Borthwick Institute, University of York, Retreat Archives, RET 1/5/1/7 Correspondence.

Peter Collinge, ‘Gentility, status and influence in late-Georgian Ashbourne c.1780–1820: Barbara Ford and her circle’ (unpublished MRes Dissertation, Keele University, 2011).

Derby Mercury, 25 January 1798.

Lichfield Record Office, B/C 11, Will of Joseph Summerland, 29 April 1808; B/C 11, Letters of Administration for William Summerland, Uttoxeter, 13 January 1835.

London Gazette, 1842.

Jon Mitchell www.blog.wellcomelibrary.org/2015/03/setting-the-record-straight-mania-or-sick-man? accessed 10/07/2016.

www.quakersintheworld.org/quakers-in-action/92  accessed 11/07/2016.

W. Parson and T. Bradshaw, Staffordshire General and Commercial Directory presenting an Alphabetical Arrangement of the Names and Residences of the Nobility, Gentry, Merchants and Inhabitants in General (Manchester: 1818).
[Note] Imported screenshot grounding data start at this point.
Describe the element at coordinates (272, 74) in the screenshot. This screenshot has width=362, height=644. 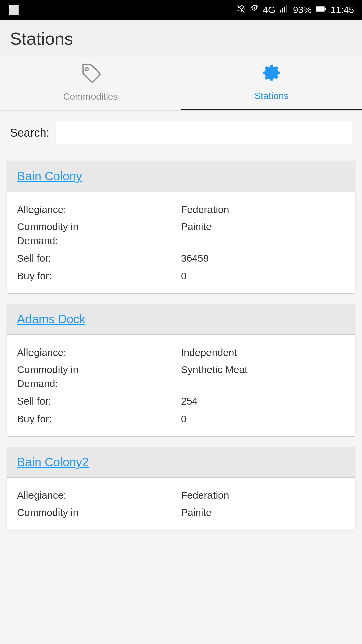
I see `gear-icon` at that location.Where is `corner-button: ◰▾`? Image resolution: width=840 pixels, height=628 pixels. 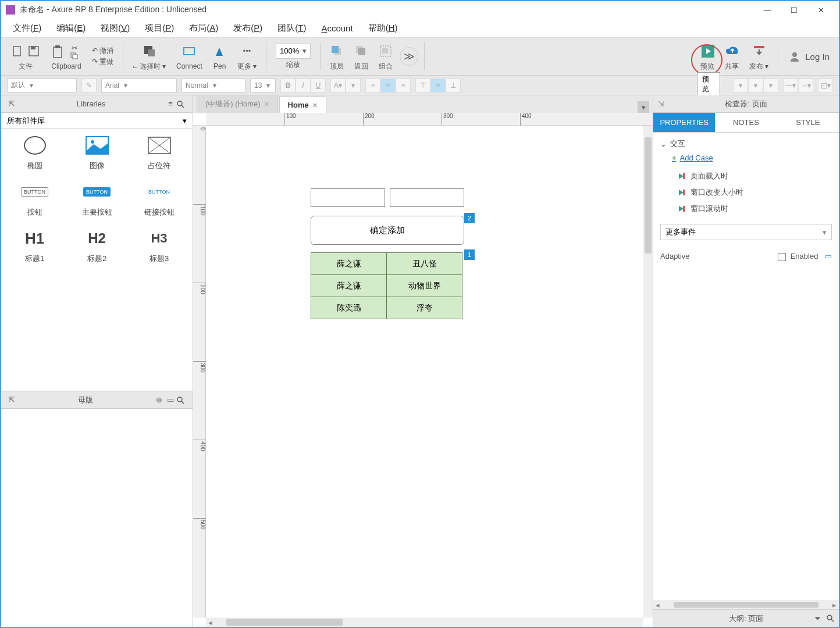
corner-button: ◰▾ is located at coordinates (825, 85).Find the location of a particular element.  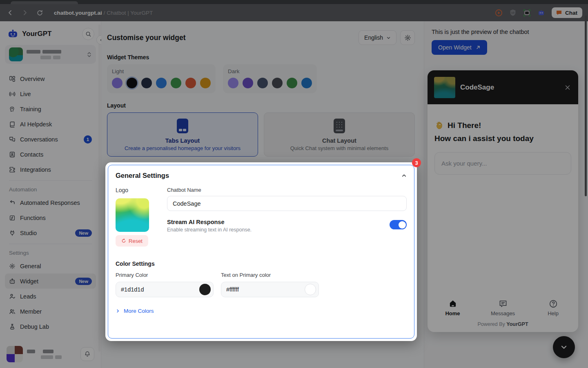

primary-color-field: Primary Color is located at coordinates (165, 285).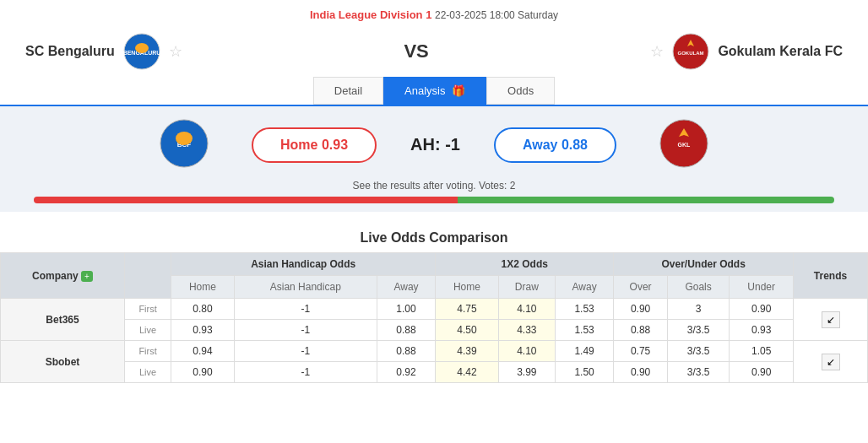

Staffordshire Advertiser, 13 January 1798.

Staffordshire Record Office, D3891/6/37/1/2; D3891/6/37/1/5; D3891/6/37/1/7; D3891/6/37/2/9.

TNA, RG 6/218, 6/650, 6/256, 6/288, England and Wales Quaker Birth, Marriage and Death Index, 1578–1837.

TNA, England and Wales Quaker Birth, Marriage and Death Index, 1578–1837.

William White, History, Gazetteer and Directory of Staffordshire (1834).

Wolverhampton Chronicle and Staffordshire Advertiser, 12 November 1834.

N.B. This  is a work in progress, subject to change as new research is conducted.

John Summerland (b.1767), Uttoxeter

John Summerland was the son of Joseph and Hannah Summerland. He was born in Uttoxeter in May 1767. He has entered historical consciousness through Michael Foucault’s Madness and Civilisation in which Foucault describes Summerland’s treatment at the Quaker Retreat in York for mental illness. Using William Tuke’s description of John Summerland as a being a man of Herculean size and strength, restrained by chains upon arrival and subsequently rehabilitated through Tuke’s treatment, the case is often presented as a pivotal moment in the treatment of mental illness. In 2015, however, Jon Mitchell used the archives of the Retreat to present a different image of the ‘wild’ John Summerland, as a man prone to periods of instability, but also a man capable of reasoned thought, contemplation and conversation.

From the correspondence between the Summerland family and the Retreat, it is evident that his father Joseph, his brother William, and his uncle Samuel Botham, all took an active interest in John’s progress organising his admission, funding his stay and hoping that he could gain useful employment as a gardener. Moreover, in his father’s will provision was made for John’s inheritance to be placed in trust. In the correspondence of Samuel Botham it is revealed that John had recently returned to Uttoxeter from America and while both in Uttoxeter and in America he had attended Quaker meetings on a regular basis.

Sources 

Borthwick Institute, University of York, Retreat Archives, RET 1/5/1/7 Correspondence.

Michael Foucault, Madness and Civilisation.

Staffordshire Record Office, BC/11, Will of Joseph Summerland, 29 April 1808; B/C 11, Letters of Administration for William Summerland, Uttoxeter, 13 January 1835.

Jon Mitchell www.blog.wellcomelibrary.org/2015/03/setting-the-record-straight-mania-or-sick-man? accessed 10/07/2016.

www.quakersintheworld.org/quakers-in-action/92  accessed 11/07/2016.

N.B. This  is a work in progress, subject to change as new research is conducted.